[CM] a to-snd question
Bill Schottstaedt
bil@ccrma.Stanford.EDU
Mon, 30 Sep 2002 04:42:39 -0700
> When I used ACL with CLM-2 I could use to-snd transparently. Under
> CLISP it doesn't seem to work. Am I missing something ?
No -- to-snd (and the rest of the clm/snd communication stuff) needs
a real (i.e. dynamically loadable) foreign function interface on
the lisp side (it works by using X window properties, and there's
no way to do that in lisp without calling C somewhere along the
line), and Clisp is deficient in that regard. I just noticed that
I never tied this into cmucl -- I'll do that today, if possible.
> How do I exit from CMN ? I've tried (exit), (quit), (break), Ctrl-C,
> and some more I've forgotten. Other than doing an explicit kill from
> another window I can't figure out how to get out of it.
Every lisp is different, and some (clisp for example) will force
you deeper and deeper into the debugger with each mistake.
I hate this part of lisp -- I can never remember how to exit
a given lisp, and most trap C-C (posting a very nice note that
"the user" typed C-C -- the urge to kill...). cmn-init.lisp
tries to clean this up a little -- I'll add more cases. In ACL,
:exit should exit.
> The Delete and Backspace keys simply render escape codes
> so I'm unable to edit at the command prompt.
I think C-h will work in this case -- there's some .cshrc incantation,
I think, to deal with this, but I can't find it here at work.
If possible, run lisp as an emacs subjob.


■ AIM OF THE TASK ■
Repeat the listing word for word, but skip any pictures.
________________________________________
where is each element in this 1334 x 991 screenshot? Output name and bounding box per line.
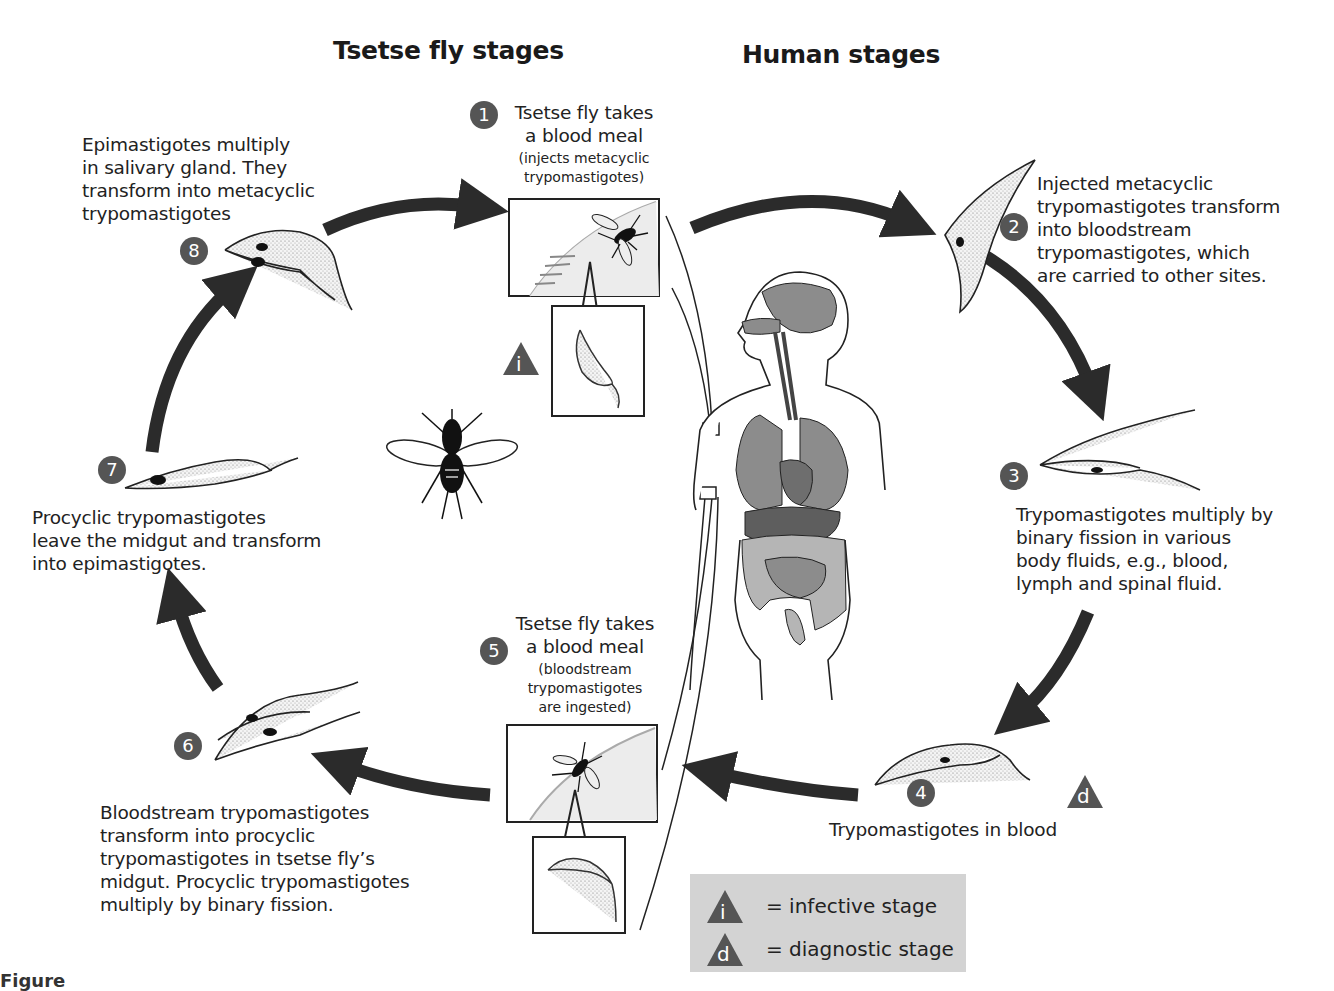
parasite-4 — [875, 744, 1030, 785]
arrow-3-to-4 — [1018, 612, 1088, 715]
legend-row-infective: i = infective stage — [706, 886, 937, 926]
infective-stage-marker: i — [502, 340, 540, 376]
heading-tsetse-fly-stages: Tsetse fly stages — [333, 36, 564, 65]
legend-label-diagnostic: = diagnostic stage — [766, 937, 954, 961]
arrow-1-to-2 — [692, 201, 908, 228]
step-1-title: Tsetse fly takes a blood meal — [504, 101, 664, 147]
step-2-text: Injected metacyclic trypomastigotes tran… — [1037, 172, 1280, 287]
arrow-8-to-1 — [325, 204, 478, 230]
step-number-1: 1 — [470, 101, 498, 129]
arrow-5-to-6 — [340, 764, 490, 795]
figure-caption: Figure — [0, 970, 65, 991]
legend-row-diagnostic: d = diagnostic stage — [706, 929, 954, 969]
parasite-6 — [215, 682, 360, 760]
step-8-text: Epimastigotes multiply in salivary gland… — [82, 133, 315, 225]
step-4-text: Trypomastigotes in blood — [829, 818, 1057, 841]
tsetse-fly-icon — [384, 409, 519, 519]
step-5-detail: (bloodstream trypomastigotes are ingeste… — [505, 660, 665, 717]
step-number-8: 8 — [180, 237, 208, 265]
step-7-text: Procyclic trypomastigotes leave the midg… — [32, 506, 321, 575]
step-number-2: 2 — [1000, 213, 1028, 241]
bite-scene-5 — [507, 725, 657, 933]
arrow-6-to-7 — [176, 598, 218, 688]
legend-label-infective: = infective stage — [766, 894, 937, 918]
step-number-6: 6 — [174, 732, 202, 760]
step-6-text: Bloodstream trypomastigotes transform in… — [100, 801, 409, 916]
human-body-figure — [694, 272, 885, 700]
arrow-4-to-5 — [712, 772, 858, 795]
step-number-4: 4 — [907, 779, 935, 807]
step-3-text: Trypomastigotes multiply by binary fissi… — [1016, 503, 1273, 595]
arrow-7-to-8 — [152, 286, 234, 452]
step-5-title: Tsetse fly takes a blood meal — [505, 612, 665, 658]
bite-scene-1 — [509, 199, 659, 416]
parasite-7 — [125, 458, 298, 489]
step-number-5: 5 — [480, 637, 508, 665]
step-number-7: 7 — [98, 456, 126, 484]
parasite-8 — [225, 230, 352, 310]
parasite-3 — [1040, 410, 1200, 490]
step-number-3: 3 — [1000, 462, 1028, 490]
step-1-detail: (injects metacyclic trypomastigotes) — [504, 149, 664, 187]
heading-human-stages: Human stages — [742, 40, 940, 69]
legend-triangle-i-icon: i — [706, 888, 744, 924]
diagnostic-stage-marker: d — [1066, 773, 1104, 809]
legend-triangle-d-icon: d — [706, 931, 744, 967]
legend-box: i = infective stage d = diagnostic stage — [690, 874, 966, 972]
________________________________________
■ EXERCISE RESPONSE ■
where is each element in this 1334 x 991 screenshot? Output name and bounding box per line.
parasite-4 — [875, 744, 1030, 785]
arrow-3-to-4 — [1018, 612, 1088, 715]
legend-row-infective: i = infective stage — [706, 886, 937, 926]
infective-stage-marker: i — [502, 340, 540, 376]
heading-tsetse-fly-stages: Tsetse fly stages — [333, 36, 564, 65]
legend-label-diagnostic: = diagnostic stage — [766, 937, 954, 961]
arrow-1-to-2 — [692, 201, 908, 228]
step-1-title: Tsetse fly takes a blood meal — [504, 101, 664, 147]
step-2-text: Injected metacyclic trypomastigotes tran… — [1037, 172, 1280, 287]
arrow-8-to-1 — [325, 204, 478, 230]
step-number-1: 1 — [470, 101, 498, 129]
arrow-5-to-6 — [340, 764, 490, 795]
figure-caption: Figure — [0, 970, 65, 991]
legend-row-diagnostic: d = diagnostic stage — [706, 929, 954, 969]
parasite-6 — [215, 682, 360, 760]
step-8-text: Epimastigotes multiply in salivary gland… — [82, 133, 315, 225]
step-4-text: Trypomastigotes in blood — [829, 818, 1057, 841]
tsetse-fly-icon — [384, 409, 519, 519]
step-5-detail: (bloodstream trypomastigotes are ingeste… — [505, 660, 665, 717]
step-number-8: 8 — [180, 237, 208, 265]
step-7-text: Procyclic trypomastigotes leave the midg… — [32, 506, 321, 575]
step-number-2: 2 — [1000, 213, 1028, 241]
bite-scene-5 — [507, 725, 657, 933]
arrow-6-to-7 — [176, 598, 218, 688]
legend-label-infective: = infective stage — [766, 894, 937, 918]
step-number-6: 6 — [174, 732, 202, 760]
step-6-text: Bloodstream trypomastigotes transform in… — [100, 801, 409, 916]
human-body-figure — [694, 272, 885, 700]
arrow-4-to-5 — [712, 772, 858, 795]
step-number-4: 4 — [907, 779, 935, 807]
step-3-text: Trypomastigotes multiply by binary fissi… — [1016, 503, 1273, 595]
arrow-7-to-8 — [152, 286, 234, 452]
step-5-title: Tsetse fly takes a blood meal — [505, 612, 665, 658]
bite-scene-1 — [509, 199, 659, 416]
parasite-7 — [125, 458, 298, 489]
step-number-5: 5 — [480, 637, 508, 665]
step-number-7: 7 — [98, 456, 126, 484]
parasite-8 — [225, 230, 352, 310]
parasite-3 — [1040, 410, 1200, 490]
step-number-3: 3 — [1000, 462, 1028, 490]
step-1-detail: (injects metacyclic trypomastigotes) — [504, 149, 664, 187]
heading-human-stages: Human stages — [742, 40, 940, 69]
legend-triangle-i-icon: i — [706, 888, 744, 924]
diagnostic-stage-marker: d — [1066, 773, 1104, 809]
legend-triangle-d-icon: d — [706, 931, 744, 967]
legend-box: i = infective stage d = diagnostic stage — [690, 874, 966, 972]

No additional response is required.